Professional Footballers’ Association Announces first CTE Prevention Protocol
Professional Footballers’ Association Announces first CTE Prevention Protocol
(San Francisco) The Professional Footballers’ Association (PFA), the union representing current and former footballers (soccer players) in the Premier League, the FA Women’s Super League and the English Football Leagues, announced today the implementation of the world’s first CTE Prevention Protocol, setting a new benchmark for protecting long-term brain health in sport.
Chronic traumatic encephalopathy (CTE) is a degenerative brain disease caused by repeated head impacts that has been diagnosed in the majority of professional American football, soccer, rugby, and ice hockey players studied in global brain banks.
The PFA’s CTE Prevention Protocol is designed to reduce head impact exposure across a player’s lifetime. It includes measures like annual CTE education for players, minimizing heading in training, encouraging delaying heading until age 12, supporting CTE focused research, and compassionate, emotional, practical, and financial care for players already living with suspected CTE.
“CTE is preventable. Period,” said Dr. Adam White, Director of Brain Health at the PFA. “With what we know today about the disease, it would be a failure to our players to do nothing. The science and solutions are clear, it just takes willingness from the sporting bodies to put athletes’ long-term health first and I am pleased that we have been able to do that in England. I encourage all sports to put as much, if not more, effort into CTE prevention protocols as they have concussion protocols.”
White announced the new prevention effort today at the first Global CTE Summit in San Francisco, a conference organized by the Concussion & CTE Foundation in collaboration with the Boston University Center and the UCSF Fein Memory & Aging Center.
Research funded by the PFA and the Football Association (FA) has shown that professional football players in Scotland have a 3.5 times greater risk of dementia compared to the general population, and post-mortem studies of former professional football players in the UK have found a majority of those studied have CTE, a disease also never found in the general population. Converging evidence suggests the elevated dementia risk among football players is linked to cumulative lifetime exposure to repetitive head impacts, the only known risk factor for CTE, primarily through heading the ball.
Many former professional football players have been diagnosed with CTE after death, including most recently Gordon McQueen and Chris Nicholl, joining others including Jeff Astle, Rod Taylor, and Kevin Bird.
The PFA’s protocol follows the publication of a CTE Prevention Protocol framework in 2023 by an international group of researchers convened by the Concussion & CTE Foundation and Boston University CTE Center. The framework provides strategies focused on reducing repetitive head impact exposure in practice and games, educating athletes, and instituting a minimum age to begin to expose children to the risk of developing CTE.
“Athletes around the globe should applaud the PFA for their leadership on CTE prevention,” said Nowinski. “While many sports organizations still hide from CTE, refusing to take simple actions to prevent their players from developing dementia later in life, the PFA is showing moral courage by acting in the best interests of the players. Every sport now has a clear roadmap, and a responsibility to follow it.”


Task objective: Images are to be left out; everything else in the records gets copied exactly.

** Opening Excerpted data block **

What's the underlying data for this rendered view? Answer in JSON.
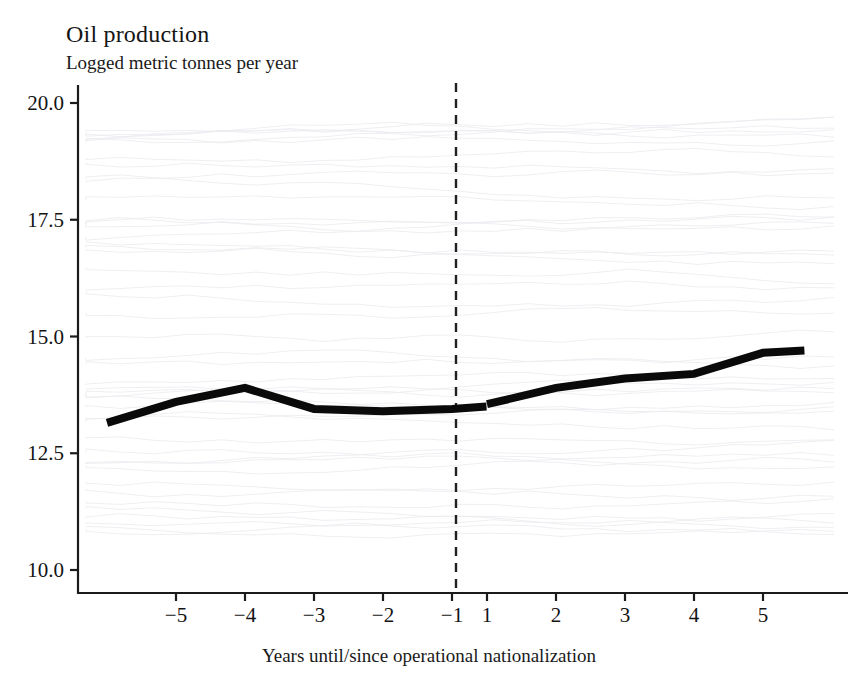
{
  "figure": {
    "title": "Oil production",
    "subtitle": "Logged metric tonnes per year",
    "xcaption": "Years until/since operational nationalization"
  },
  "chart_data": {
    "type": "line",
    "title": "Oil production",
    "subtitle": "Logged metric tonnes per year",
    "xlabel": "Years until/since operational nationalization",
    "ylabel": "Logged metric tonnes per year",
    "ylim": [
      10.0,
      20.0
    ],
    "xlim": [
      -6.0,
      6.0
    ],
    "grid": false,
    "legend": null,
    "y_ticks": [
      "10.0",
      "12.5",
      "15.0",
      "17.5",
      "20.0"
    ],
    "y_tick_values": [
      10.0,
      12.5,
      15.0,
      17.5,
      20.0
    ],
    "x_ticks": [
      "−5",
      "−4",
      "−3",
      "−2",
      "−1",
      "1",
      "2",
      "3",
      "4",
      "5"
    ],
    "x_tick_values": [
      -5,
      -4,
      -3,
      -2,
      -1,
      1,
      2,
      3,
      4,
      5
    ],
    "discontinuity_at": 0,
    "discontinuity_style": "dashed vertical line",
    "series": [
      {
        "name": "Mean logged oil production (pre-nationalization)",
        "x": [
          -6.0,
          -5,
          -4,
          -3,
          -2,
          -1,
          -0.5
        ],
        "values": [
          13.15,
          13.6,
          13.9,
          13.45,
          13.4,
          13.45,
          13.5
        ]
      },
      {
        "name": "Mean logged oil production (post-nationalization)",
        "x": [
          1,
          2,
          3,
          4,
          5,
          5.6
        ],
        "values": [
          13.55,
          13.9,
          14.1,
          14.2,
          14.65,
          14.7
        ]
      }
    ]
  }
}
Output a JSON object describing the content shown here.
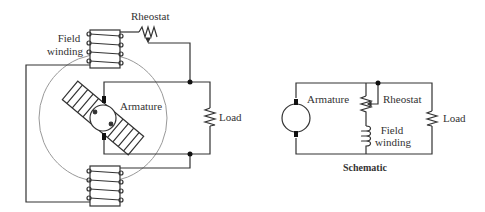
{
  "physical": {
    "labels": {
      "rheostat": "Rheostat",
      "field_winding_line1": "Field",
      "field_winding_line2": "winding",
      "armature": "Armature",
      "load": "Load"
    }
  },
  "schematic": {
    "title": "Schematic",
    "labels": {
      "armature": "Armature",
      "rheostat": "Rheostat",
      "field_winding_line1": "Field",
      "field_winding_line2": "winding",
      "load": "Load"
    }
  },
  "colors": {
    "wire": "#333333",
    "frame_circle": "#999999",
    "text": "#333333"
  }
}
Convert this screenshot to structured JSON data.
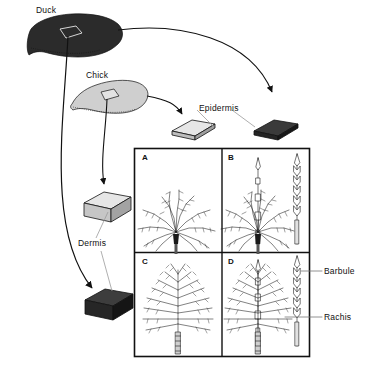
{
  "figure": {
    "type": "biology-diagram",
    "background_color": "#ffffff",
    "ink_color": "#111111",
    "duck_fill": "#2b2b2b",
    "chick_fill": "#cfcfcf"
  },
  "labels": {
    "duck": "Duck",
    "chick": "Chick",
    "epidermis": "Epidermis",
    "dermis": "Dermis",
    "barbule": "Barbule",
    "rachis": "Rachis"
  },
  "specimens": [
    {
      "id": "duck-skin",
      "label": "Duck",
      "tone": "dark"
    },
    {
      "id": "chick-skin",
      "label": "Chick",
      "tone": "light"
    }
  ],
  "tissue_blocks": [
    {
      "id": "epidermis-chick",
      "tissue": "Epidermis",
      "tone": "light",
      "shape": "thin-slab"
    },
    {
      "id": "epidermis-duck",
      "tissue": "Epidermis",
      "tone": "dark",
      "shape": "thin-slab"
    },
    {
      "id": "dermis-chick",
      "tissue": "Dermis",
      "tone": "light",
      "shape": "thick-block"
    },
    {
      "id": "dermis-duck",
      "tissue": "Dermis",
      "tone": "dark",
      "shape": "thick-block"
    }
  ],
  "panels": [
    {
      "letter": "A",
      "position": "top-left",
      "feather": "downy plume",
      "barb_detail": true
    },
    {
      "letter": "B",
      "position": "top-right",
      "feather": "downy plume",
      "barb_detail": true
    },
    {
      "letter": "C",
      "position": "bottom-left",
      "feather": "elongated plume",
      "barb_detail": true
    },
    {
      "letter": "D",
      "position": "bottom-right",
      "feather": "elongated plume",
      "barb_detail": true
    }
  ],
  "callouts": [
    {
      "text": "Barbule",
      "points_to": "barb-detail-D"
    },
    {
      "text": "Rachis",
      "points_to": "barb-detail-D"
    }
  ]
}
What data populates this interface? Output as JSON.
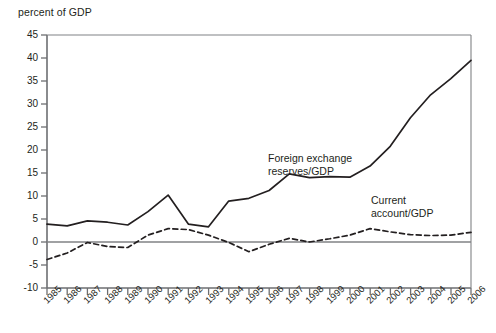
{
  "chart_data": {
    "type": "line",
    "title": "",
    "ylabel": "percent of GDP",
    "xlabel": "",
    "ylim": [
      -10,
      45
    ],
    "yticks": [
      45,
      40,
      35,
      30,
      25,
      20,
      15,
      10,
      5,
      0,
      -5,
      -10
    ],
    "grid": false,
    "zero_line": 0,
    "legend_position": "inline-annotations",
    "x": [
      1985,
      1986,
      1987,
      1988,
      1989,
      1990,
      1991,
      1992,
      1993,
      1994,
      1995,
      1996,
      1997,
      1998,
      1999,
      2000,
      2001,
      2002,
      2003,
      2004,
      2005,
      2006
    ],
    "categories": [
      "1985",
      "1986",
      "1987",
      "1988",
      "1989",
      "1990",
      "1991",
      "1992",
      "1993",
      "1994",
      "1995",
      "1996",
      "1997",
      "1998",
      "1999",
      "2000",
      "2001",
      "2002",
      "2003",
      "2004",
      "2005",
      "2006"
    ],
    "series": [
      {
        "name": "Foreign exchange reserves/GDP",
        "style": "solid",
        "color": "#231f20",
        "values": [
          3.9,
          3.5,
          4.6,
          4.3,
          3.7,
          6.6,
          10.2,
          3.9,
          3.3,
          8.9,
          9.5,
          11.2,
          14.8,
          14.0,
          14.2,
          14.1,
          16.5,
          20.8,
          27.0,
          32.0,
          35.5,
          39.5
        ]
      },
      {
        "name": "Current account/GDP",
        "style": "dashed",
        "color": "#231f20",
        "values": [
          -3.8,
          -2.4,
          -0.1,
          -1.0,
          -1.2,
          1.5,
          2.9,
          2.7,
          1.5,
          -0.1,
          -2.1,
          -0.5,
          0.8,
          0.0,
          0.7,
          1.5,
          2.9,
          2.2,
          1.6,
          1.4,
          1.5,
          2.1
        ]
      }
    ],
    "annotations": [
      {
        "name": "reserves-label",
        "text_line1": "Foreign exchange",
        "text_line2": "reserves/GDP"
      },
      {
        "name": "current-account-label",
        "text_line1": "Current",
        "text_line2": "account/GDP"
      }
    ]
  },
  "labels": {
    "reserves_line1": "Foreign exchange",
    "reserves_line2": "reserves/GDP",
    "current_line1": "Current",
    "current_line2": "account/GDP"
  }
}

** Closing Excerpted data block **

Response area:
What's the underlying data for this rendered view? Answer in JSON.
{
  "figure": {
    "title": "Oil production",
    "subtitle": "Logged metric tonnes per year",
    "xcaption": "Years until/since operational nationalization"
  },
  "chart_data": {
    "type": "line",
    "title": "Oil production",
    "subtitle": "Logged metric tonnes per year",
    "xlabel": "Years until/since operational nationalization",
    "ylabel": "Logged metric tonnes per year",
    "ylim": [
      10.0,
      20.0
    ],
    "xlim": [
      -6.0,
      6.0
    ],
    "grid": false,
    "legend": null,
    "y_ticks": [
      "10.0",
      "12.5",
      "15.0",
      "17.5",
      "20.0"
    ],
    "y_tick_values": [
      10.0,
      12.5,
      15.0,
      17.5,
      20.0
    ],
    "x_ticks": [
      "−5",
      "−4",
      "−3",
      "−2",
      "−1",
      "1",
      "2",
      "3",
      "4",
      "5"
    ],
    "x_tick_values": [
      -5,
      -4,
      -3,
      -2,
      -1,
      1,
      2,
      3,
      4,
      5
    ],
    "discontinuity_at": 0,
    "discontinuity_style": "dashed vertical line",
    "series": [
      {
        "name": "Mean logged oil production (pre-nationalization)",
        "x": [
          -6.0,
          -5,
          -4,
          -3,
          -2,
          -1,
          -0.5
        ],
        "values": [
          13.15,
          13.6,
          13.9,
          13.45,
          13.4,
          13.45,
          13.5
        ]
      },
      {
        "name": "Mean logged oil production (post-nationalization)",
        "x": [
          1,
          2,
          3,
          4,
          5,
          5.6
        ],
        "values": [
          13.55,
          13.9,
          14.1,
          14.2,
          14.65,
          14.7
        ]
      }
    ]
  }
}
Output a JSON object describing the content shown here.
{
  "physical": {
    "labels": {
      "rheostat": "Rheostat",
      "field_winding_line1": "Field",
      "field_winding_line2": "winding",
      "armature": "Armature",
      "load": "Load"
    }
  },
  "schematic": {
    "title": "Schematic",
    "labels": {
      "armature": "Armature",
      "rheostat": "Rheostat",
      "field_winding_line1": "Field",
      "field_winding_line2": "winding",
      "load": "Load"
    }
  },
  "colors": {
    "wire": "#333333",
    "frame_circle": "#999999",
    "text": "#333333"
  }
}
Convert this screenshot to structured JSON data.
{
  "figure": {
    "type": "biology-diagram",
    "background_color": "#ffffff",
    "ink_color": "#111111",
    "duck_fill": "#2b2b2b",
    "chick_fill": "#cfcfcf"
  },
  "labels": {
    "duck": "Duck",
    "chick": "Chick",
    "epidermis": "Epidermis",
    "dermis": "Dermis",
    "barbule": "Barbule",
    "rachis": "Rachis"
  },
  "specimens": [
    {
      "id": "duck-skin",
      "label": "Duck",
      "tone": "dark"
    },
    {
      "id": "chick-skin",
      "label": "Chick",
      "tone": "light"
    }
  ],
  "tissue_blocks": [
    {
      "id": "epidermis-chick",
      "tissue": "Epidermis",
      "tone": "light",
      "shape": "thin-slab"
    },
    {
      "id": "epidermis-duck",
      "tissue": "Epidermis",
      "tone": "dark",
      "shape": "thin-slab"
    },
    {
      "id": "dermis-chick",
      "tissue": "Dermis",
      "tone": "light",
      "shape": "thick-block"
    },
    {
      "id": "dermis-duck",
      "tissue": "Dermis",
      "tone": "dark",
      "shape": "thick-block"
    }
  ],
  "panels": [
    {
      "letter": "A",
      "position": "top-left",
      "feather": "downy plume",
      "barb_detail": true
    },
    {
      "letter": "B",
      "position": "top-right",
      "feather": "downy plume",
      "barb_detail": true
    },
    {
      "letter": "C",
      "position": "bottom-left",
      "feather": "elongated plume",
      "barb_detail": true
    },
    {
      "letter": "D",
      "position": "bottom-right",
      "feather": "elongated plume",
      "barb_detail": true
    }
  ],
  "callouts": [
    {
      "text": "Barbule",
      "points_to": "barb-detail-D"
    },
    {
      "text": "Rachis",
      "points_to": "barb-detail-D"
    }
  ]
}
What data populates this interface? Output as JSON.
{
  "chart_data": {
    "type": "line",
    "title": "",
    "ylabel": "percent of GDP",
    "xlabel": "",
    "ylim": [
      -10,
      45
    ],
    "yticks": [
      45,
      40,
      35,
      30,
      25,
      20,
      15,
      10,
      5,
      0,
      -5,
      -10
    ],
    "grid": false,
    "zero_line": 0,
    "legend_position": "inline-annotations",
    "x": [
      1985,
      1986,
      1987,
      1988,
      1989,
      1990,
      1991,
      1992,
      1993,
      1994,
      1995,
      1996,
      1997,
      1998,
      1999,
      2000,
      2001,
      2002,
      2003,
      2004,
      2005,
      2006
    ],
    "categories": [
      "1985",
      "1986",
      "1987",
      "1988",
      "1989",
      "1990",
      "1991",
      "1992",
      "1993",
      "1994",
      "1995",
      "1996",
      "1997",
      "1998",
      "1999",
      "2000",
      "2001",
      "2002",
      "2003",
      "2004",
      "2005",
      "2006"
    ],
    "series": [
      {
        "name": "Foreign exchange reserves/GDP",
        "style": "solid",
        "color": "#231f20",
        "values": [
          3.9,
          3.5,
          4.6,
          4.3,
          3.7,
          6.6,
          10.2,
          3.9,
          3.3,
          8.9,
          9.5,
          11.2,
          14.8,
          14.0,
          14.2,
          14.1,
          16.5,
          20.8,
          27.0,
          32.0,
          35.5,
          39.5
        ]
      },
      {
        "name": "Current account/GDP",
        "style": "dashed",
        "color": "#231f20",
        "values": [
          -3.8,
          -2.4,
          -0.1,
          -1.0,
          -1.2,
          1.5,
          2.9,
          2.7,
          1.5,
          -0.1,
          -2.1,
          -0.5,
          0.8,
          0.0,
          0.7,
          1.5,
          2.9,
          2.2,
          1.6,
          1.4,
          1.5,
          2.1
        ]
      }
    ],
    "annotations": [
      {
        "name": "reserves-label",
        "text_line1": "Foreign exchange",
        "text_line2": "reserves/GDP"
      },
      {
        "name": "current-account-label",
        "text_line1": "Current",
        "text_line2": "account/GDP"
      }
    ]
  },
  "labels": {
    "reserves_line1": "Foreign exchange",
    "reserves_line2": "reserves/GDP",
    "current_line1": "Current",
    "current_line2": "account/GDP"
  }
}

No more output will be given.